The Summer When Rats Brought the Black Death to New Orleans
The tale of a Swedish sailor and a disease long thought to be confined to the other side of the Atlantic.
By Heather M. Szafran, reference associate
July 29, 2019
New Orleans, typically thought of as a freewheeling and celebratory city, also has a more inglorious reputation for harboring pests. A recent reportreleased by the American Housing Survey ranked New Orleans first nationally in this regard, standing out specifically for its hospitality to rats. These nuisances—specifically brown, or Norway, rats—have woven themselves into the fabric of this city like beignets and parade throws, and, a little over a century ago, their presence took a dark turn.
In the summer of 1914, a Swedish sailor in New Orleans died, and an autopsy revealed the cause to be the bubonic plague, long thought to be confined to the other side of the Atlantic. Known as the Black Death in the Middle Ages, when it killed roughly 25 million people in Europe, the plague is carried by infected fleas transported by rats. Increased trade between United States port cities and other countries around the turn of the 20th century introduced infected rats, and the first domestic plague outbreak happened in San Francisco in 1900.

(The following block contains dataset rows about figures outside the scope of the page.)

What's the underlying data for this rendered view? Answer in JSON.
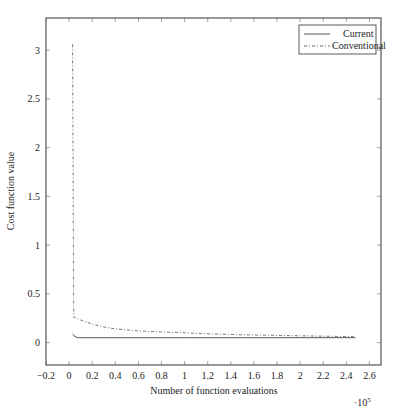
{
  "chart_data": {
    "type": "line",
    "title": "",
    "xlabel": "Number of function evaluations",
    "ylabel": "Cost function value",
    "x_multiplier": "·10^5",
    "xlim": [
      -0.2,
      2.7
    ],
    "ylim": [
      -0.23,
      3.33
    ],
    "xticks": [
      -0.2,
      0,
      0.2,
      0.4,
      0.6,
      0.8,
      1,
      1.2,
      1.4,
      1.6,
      1.8,
      2,
      2.2,
      2.4,
      2.6
    ],
    "yticks": [
      0,
      0.5,
      1,
      1.5,
      2,
      2.5,
      3
    ],
    "grid": false,
    "legend_position": "upper right",
    "series": [
      {
        "name": "Current",
        "style": "solid",
        "x": [
          0.03,
          0.05,
          0.08,
          0.2,
          0.5,
          1.0,
          1.5,
          2.0,
          2.48
        ],
        "y": [
          0.09,
          0.06,
          0.05,
          0.05,
          0.05,
          0.05,
          0.05,
          0.05,
          0.05
        ]
      },
      {
        "name": "Conventional",
        "style": "dash-dot",
        "x": [
          0.03,
          0.04,
          0.08,
          0.15,
          0.2,
          0.3,
          0.4,
          0.6,
          0.8,
          1.0,
          1.2,
          1.5,
          2.0,
          2.48
        ],
        "y": [
          3.06,
          0.26,
          0.24,
          0.21,
          0.19,
          0.16,
          0.14,
          0.12,
          0.11,
          0.1,
          0.09,
          0.08,
          0.07,
          0.06
        ]
      }
    ]
  },
  "legend": {
    "current": "Current",
    "conventional": "Conventional"
  },
  "axes": {
    "xlabel": "Number of function evaluations",
    "ylabel": "Cost function value",
    "multiplier_base": "·10",
    "multiplier_exp": "5"
  }
}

The plague in New Orleans had a less devastating effect than the Black Death. Thanks to a ferocious eradication initiative conducted by federal and local entities, its toll was limited to 31 infections and 10 deaths. From 1914 to 1915, efforts by the US Public Health Service in New Orleans led to the extermination of over half a million rats. Workers went so far as to level buildings and burn the contents of homes and businesses in order to control the contagion.

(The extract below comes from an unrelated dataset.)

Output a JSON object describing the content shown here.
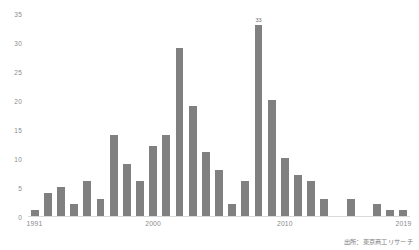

Noting the plentiful foodstuffs available at wholesale grocers, on ships coming into port, and in warehouses along the river, the Public Health Service decreed plans of action that included rat-proofing homes and businesses with concrete foundations and wire-mesh fortifications, fumigating ships with carbon monoxide, and setting out poison and traps for those rodents that survived other efforts. Additionally, the rat-proof garbage can was introduced to the delight of residents (and the consternation of the rodents). These steps, combined with an active trapping campaign, significantly reduced the number of pests and potential plague victims in New Orleans and became a blueprint for other port cities around the country.
A second outbreak struck the city from 1919 to 1921, infecting 25 and killing 11, but thanks to the foundation laid by the successful response from a few years earlier, New Orleans was declared free of the plague—if not rats—by the late ’20s, and the disease hasn’t resurfaced since.